First of all, while we recognize that our title could have specified the precise age of the study population, this would have not added much to the title itself. Most importantly this information is clearly stated in the methodology of the article.

Anthropometric measurements at the hospital were conducted with a wooden height board and salter scale, which are standard equipment in government run health centers in poor resource settings like Chad. Study teams used a similar wooden height board and an electronic scale for measurement of the controls. While the scales used for cases and controls differ in terms of precision, we deem the possible bias to be minor. The worst scenario would imply that children who are at the hedge between severe and moderate malnutrition might have been considered as SAM. We think this would not compromise the results of our study. Adapting to local conditions is a necessity when conducting operational research in poor resource setting.

We decided to identify vaccination status of children based only on vaccination cards, and not on caregiver’s recall, to reduce the risk of inaccuracy. There is some evidence that household vaccination information may not be reliable [1].

We did not specify but we did back-translation of our questionnaire as this is a standardized procedure for this type of studies.

Gupta et al. affirm MUAC is not adapted to study nutritional status for adult and recommend the use of BMI. This is incorrect. MUAC has been reported to correlate closely with BMI and is a much simpler alternative for field conditions to detect adult undernutrition [2, 3]. MUAC is furthermore a more recommendable measure to use in clinical practice for assessing poor nutritional status [4], and a better predictor of mortality [5]. Cut-offs values have been internationally defined [6]. Lastly, differently from BMI, MUAC can be used also for pregnant women [7].

The sample size calculation was done using EpiInfo® (version 7.2.2.6.) for a matched case-control study. We think some differences in sample size calculation can be observed depending on the software and/or the test used. Our sample size allowed to detect risk factors with an OR of 3 and a prevalence of 80% among controls. However, the OR can be lower if the prevalence among controls is lower. We clearly stated in out article that “Resources allowed to increase the sample size to 411, including 137 cases and 274 controls. Such an increment in sample size augmented the power of the study.” So the difference between the two calculations is not because of 10% loss due to non-response as Gupta et al. mentioned.

Gupta et al. were not clear if more than one child from the same family had been taken as cases or controls. In our article we explicitly mentioned that “Controls were recruited from the same neighborhood where cases reside. After completing the interview with the case caretaker, data collectors visited the closest neighboring households to identify eligible children for the controls.” Thus, the controls were not selected from the same households neither from the same family.

Gupta et al. feel that one single model, including household and individual risk factors, would be better to study the risk factors. What happens when we have all variables (individual + household) in one model is that risk factors at one level can mask risk factors at another level. We have seen, for example, that recent diarrhoea masks poor household sanitation. This does not mean that the two risk factors are not on the causal pathway. Having models at two levels gives us some idea of the causal pathway (we fill in the links with biological plausibility) and yields much more information. We believe this approach better corresponds to the purpose of our study i.e. identify intervention targets and allow more effective design and prioritization of humanitarian interventions. Furthermore, putting all variables in one model raises the issue of sparse data bias [8], due to the fact that most cases had comorbidities at admission (diarrhoea, fever, vomiting, cough), excluding the possibility to introduce other risk factors in the model. Large confidence intervals might be due to this sparse data bias, and not due to low number of cases.

Gupta et al. suggested to use a p-value of 0.2 rather than 0.05 for the stepwise selection procedure. This would be true for a forward elimination, but we used a backward elimination. We first put all variables in the model and keep, as recommended, only those with a p-value < 0.05 in the final model.

Gupta et al. did understand that cases were interviewed at the hospital, leading to a differential recall bias. However, only morbidity data was collected at the hospital - anthropometric measures were extracted from the hospital register. As we started in our article, “data on health and nutritional status of caretaker, household WASH (water, sanitation and hygiene) conditions, socio-economic and demographic data were collected on the following day during the household visit through face-to-face interview”, for both groups. Thus we still believe that the risk for recall and social desirability bias if any is similar for both groups.

With regard to complementary feeding practices, we acknowledged that additional information on type, preparation, consistency of the family dish could have provided insights on the mechanism linking it with undernutrition. However, this was beyond the scope of our study. We did not criticize the feeding of children with a family dish, but simply highlighted the risks it can possibly carry.

We believe the issues raised by Gupta et al. are minor and do not alter in any way the conclusions and the validity of our study.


All of the entries must be reproduced exactly, with no images carried over.

───── INPUT

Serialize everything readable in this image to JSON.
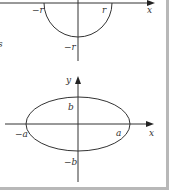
{
  "figure_top": {
    "type": "circle",
    "labels": {
      "neg_r_x": "−r",
      "pos_r_x": "r",
      "x_axis": "x",
      "neg_r_y": "−r",
      "margin_fragment": "s"
    }
  },
  "figure_bottom": {
    "type": "ellipse",
    "labels": {
      "y_axis": "y",
      "b": "b",
      "neg_a": "−a",
      "a": "a",
      "x_axis": "x",
      "neg_b": "−b"
    }
  },
  "colors": {
    "stroke": "#333333",
    "frame": "#b8b8b8"
  }
}
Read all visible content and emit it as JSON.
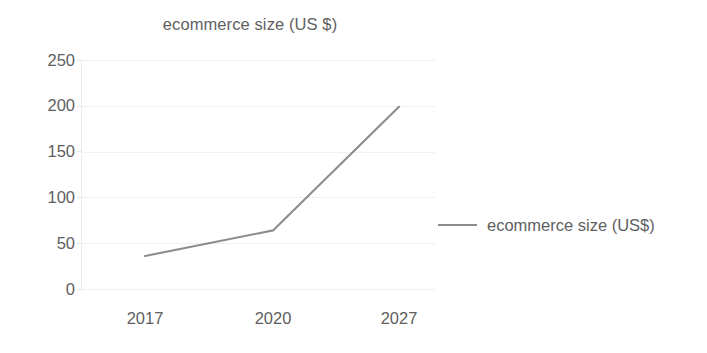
{
  "chart_data": {
    "type": "line",
    "title": "ecommerce size (US $)",
    "xlabel": "",
    "ylabel": "",
    "categories": [
      "2017",
      "2020",
      "2027"
    ],
    "series": [
      {
        "name": "ecommerce size (US$)",
        "values": [
          36,
          64,
          199
        ],
        "color": "#8c8c8c"
      }
    ],
    "ylim": [
      0,
      250
    ],
    "y_ticks": [
      "0",
      "50",
      "100",
      "150",
      "200",
      "250"
    ],
    "y_tick_values": [
      0,
      50,
      100,
      150,
      200,
      250
    ],
    "grid": true,
    "grid_axis": "y",
    "legend": true,
    "legend_position": "right",
    "markers": false
  },
  "legend": {
    "entries": [
      {
        "label": "ecommerce size (US$)",
        "marker": "line-marker",
        "color": "#8c8c8c"
      }
    ]
  },
  "colors": {
    "series": "#8c8c8c",
    "text": "#606060",
    "gridline": "#f1f1f1",
    "axis": "#ededed",
    "background": "#ffffff"
  }
}
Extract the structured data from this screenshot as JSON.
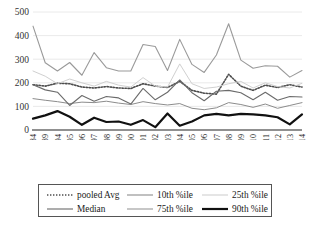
{
  "chart_data": {
    "type": "line",
    "title": "",
    "xlabel": "",
    "ylabel": "",
    "ylim": [
      0,
      500
    ],
    "yticks": [
      0,
      100,
      200,
      300,
      400,
      500
    ],
    "grid": true,
    "legend_position": "bottom",
    "categories": [
      "1980–84",
      "1985–89",
      "1994",
      "1995",
      "1996",
      "1997",
      "1998",
      "1999",
      "2000",
      "2001",
      "2002",
      "2003",
      "2004",
      "2005",
      "2006",
      "2007",
      "2008",
      "2009",
      "2010",
      "2011",
      "2012",
      "2013",
      "2014"
    ],
    "series": [
      {
        "name": "pooled Avg",
        "style": "dotted",
        "color": "#4d4d4d",
        "width": 1.6,
        "values": [
          192,
          186,
          198,
          196,
          182,
          178,
          184,
          178,
          176,
          196,
          186,
          180,
          206,
          168,
          156,
          152,
          236,
          186,
          168,
          190,
          180,
          192,
          182
        ]
      },
      {
        "name": "10th %ile",
        "style": "solid",
        "color": "#8c8c8c",
        "width": 1.0,
        "values": [
          133,
          126,
          120,
          112,
          118,
          116,
          122,
          114,
          108,
          120,
          112,
          106,
          112,
          92,
          86,
          94,
          116,
          108,
          96,
          110,
          92,
          104,
          116
        ]
      },
      {
        "name": "25th %ile",
        "style": "solid",
        "color": "#d0d0d0",
        "width": 1.0,
        "values": [
          250,
          228,
          196,
          216,
          200,
          186,
          206,
          190,
          182,
          222,
          186,
          182,
          280,
          196,
          176,
          182,
          196,
          206,
          178,
          200,
          184,
          178,
          198
        ]
      },
      {
        "name": "Median",
        "style": "solid",
        "color": "#6b6b6b",
        "width": 1.1,
        "values": [
          192,
          170,
          160,
          104,
          146,
          122,
          142,
          136,
          110,
          176,
          128,
          160,
          212,
          158,
          124,
          164,
          168,
          158,
          128,
          160,
          126,
          142,
          140
        ]
      },
      {
        "name": "75th %ile",
        "style": "solid",
        "color": "#9a9a9a",
        "width": 1.1,
        "values": [
          440,
          285,
          250,
          286,
          232,
          328,
          264,
          250,
          250,
          362,
          354,
          252,
          384,
          278,
          244,
          318,
          450,
          296,
          262,
          272,
          270,
          224,
          252
        ]
      },
      {
        "name": "90th %ile",
        "style": "solid-thick",
        "color": "#111111",
        "width": 2.2,
        "values": [
          48,
          62,
          80,
          56,
          22,
          52,
          34,
          36,
          22,
          42,
          12,
          70,
          18,
          36,
          62,
          68,
          62,
          68,
          66,
          62,
          54,
          24,
          66
        ]
      }
    ]
  },
  "legend": {
    "entries": [
      {
        "label": "pooled Avg",
        "style": "dotted",
        "color": "#4d4d4d"
      },
      {
        "label": "10th %ile",
        "style": "solid",
        "color": "#8c8c8c"
      },
      {
        "label": "25th %ile",
        "style": "solid",
        "color": "#d0d0d0"
      },
      {
        "label": "Median",
        "style": "solid",
        "color": "#6b6b6b"
      },
      {
        "label": "75th %ile",
        "style": "solid",
        "color": "#9a9a9a"
      },
      {
        "label": "90th %ile",
        "style": "solid-thick",
        "color": "#111111"
      }
    ]
  }
}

──────────

WORKED SOLUTION:
Serialize everything readable in this image to JSON.
{
  "figure_top": {
    "type": "circle",
    "labels": {
      "neg_r_x": "−r",
      "pos_r_x": "r",
      "x_axis": "x",
      "neg_r_y": "−r",
      "margin_fragment": "s"
    }
  },
  "figure_bottom": {
    "type": "ellipse",
    "labels": {
      "y_axis": "y",
      "b": "b",
      "neg_a": "−a",
      "a": "a",
      "x_axis": "x",
      "neg_b": "−b"
    }
  },
  "colors": {
    "stroke": "#333333",
    "frame": "#b8b8b8"
  }
}
Read all visible content and emit it as JSON.
{
  "chart_data": {
    "type": "line",
    "title": "ecommerce size (US $)",
    "xlabel": "",
    "ylabel": "",
    "categories": [
      "2017",
      "2020",
      "2027"
    ],
    "series": [
      {
        "name": "ecommerce size (US$)",
        "values": [
          36,
          64,
          199
        ],
        "color": "#8c8c8c"
      }
    ],
    "ylim": [
      0,
      250
    ],
    "y_ticks": [
      "0",
      "50",
      "100",
      "150",
      "200",
      "250"
    ],
    "y_tick_values": [
      0,
      50,
      100,
      150,
      200,
      250
    ],
    "grid": true,
    "grid_axis": "y",
    "legend": true,
    "legend_position": "right",
    "markers": false
  },
  "legend": {
    "entries": [
      {
        "label": "ecommerce size (US$)",
        "marker": "line-marker",
        "color": "#8c8c8c"
      }
    ]
  },
  "colors": {
    "series": "#8c8c8c",
    "text": "#606060",
    "gridline": "#f1f1f1",
    "axis": "#ededed",
    "background": "#ffffff"
  }
}
Extract the structured data from this screenshot as JSON.
{
  "chart_data": {
    "type": "line",
    "title": "",
    "xlabel": "",
    "ylabel": "",
    "ylim": [
      0,
      500
    ],
    "yticks": [
      0,
      100,
      200,
      300,
      400,
      500
    ],
    "grid": true,
    "legend_position": "bottom",
    "categories": [
      "1980–84",
      "1985–89",
      "1994",
      "1995",
      "1996",
      "1997",
      "1998",
      "1999",
      "2000",
      "2001",
      "2002",
      "2003",
      "2004",
      "2005",
      "2006",
      "2007",
      "2008",
      "2009",
      "2010",
      "2011",
      "2012",
      "2013",
      "2014"
    ],
    "series": [
      {
        "name": "pooled Avg",
        "style": "dotted",
        "color": "#4d4d4d",
        "width": 1.6,
        "values": [
          192,
          186,
          198,
          196,
          182,
          178,
          184,
          178,
          176,
          196,
          186,
          180,
          206,
          168,
          156,
          152,
          236,
          186,
          168,
          190,
          180,
          192,
          182
        ]
      },
      {
        "name": "10th %ile",
        "style": "solid",
        "color": "#8c8c8c",
        "width": 1.0,
        "values": [
          133,
          126,
          120,
          112,
          118,
          116,
          122,
          114,
          108,
          120,
          112,
          106,
          112,
          92,
          86,
          94,
          116,
          108,
          96,
          110,
          92,
          104,
          116
        ]
      },
      {
        "name": "25th %ile",
        "style": "solid",
        "color": "#d0d0d0",
        "width": 1.0,
        "values": [
          250,
          228,
          196,
          216,
          200,
          186,
          206,
          190,
          182,
          222,
          186,
          182,
          280,
          196,
          176,
          182,
          196,
          206,
          178,
          200,
          184,
          178,
          198
        ]
      },
      {
        "name": "Median",
        "style": "solid",
        "color": "#6b6b6b",
        "width": 1.1,
        "values": [
          192,
          170,
          160,
          104,
          146,
          122,
          142,
          136,
          110,
          176,
          128,
          160,
          212,
          158,
          124,
          164,
          168,
          158,
          128,
          160,
          126,
          142,
          140
        ]
      },
      {
        "name": "75th %ile",
        "style": "solid",
        "color": "#9a9a9a",
        "width": 1.1,
        "values": [
          440,
          285,
          250,
          286,
          232,
          328,
          264,
          250,
          250,
          362,
          354,
          252,
          384,
          278,
          244,
          318,
          450,
          296,
          262,
          272,
          270,
          224,
          252
        ]
      },
      {
        "name": "90th %ile",
        "style": "solid-thick",
        "color": "#111111",
        "width": 2.2,
        "values": [
          48,
          62,
          80,
          56,
          22,
          52,
          34,
          36,
          22,
          42,
          12,
          70,
          18,
          36,
          62,
          68,
          62,
          68,
          66,
          62,
          54,
          24,
          66
        ]
      }
    ]
  },
  "legend": {
    "entries": [
      {
        "label": "pooled Avg",
        "style": "dotted",
        "color": "#4d4d4d"
      },
      {
        "label": "10th %ile",
        "style": "solid",
        "color": "#8c8c8c"
      },
      {
        "label": "25th %ile",
        "style": "solid",
        "color": "#d0d0d0"
      },
      {
        "label": "Median",
        "style": "solid",
        "color": "#6b6b6b"
      },
      {
        "label": "75th %ile",
        "style": "solid",
        "color": "#9a9a9a"
      },
      {
        "label": "90th %ile",
        "style": "solid-thick",
        "color": "#111111"
      }
    ]
  }
}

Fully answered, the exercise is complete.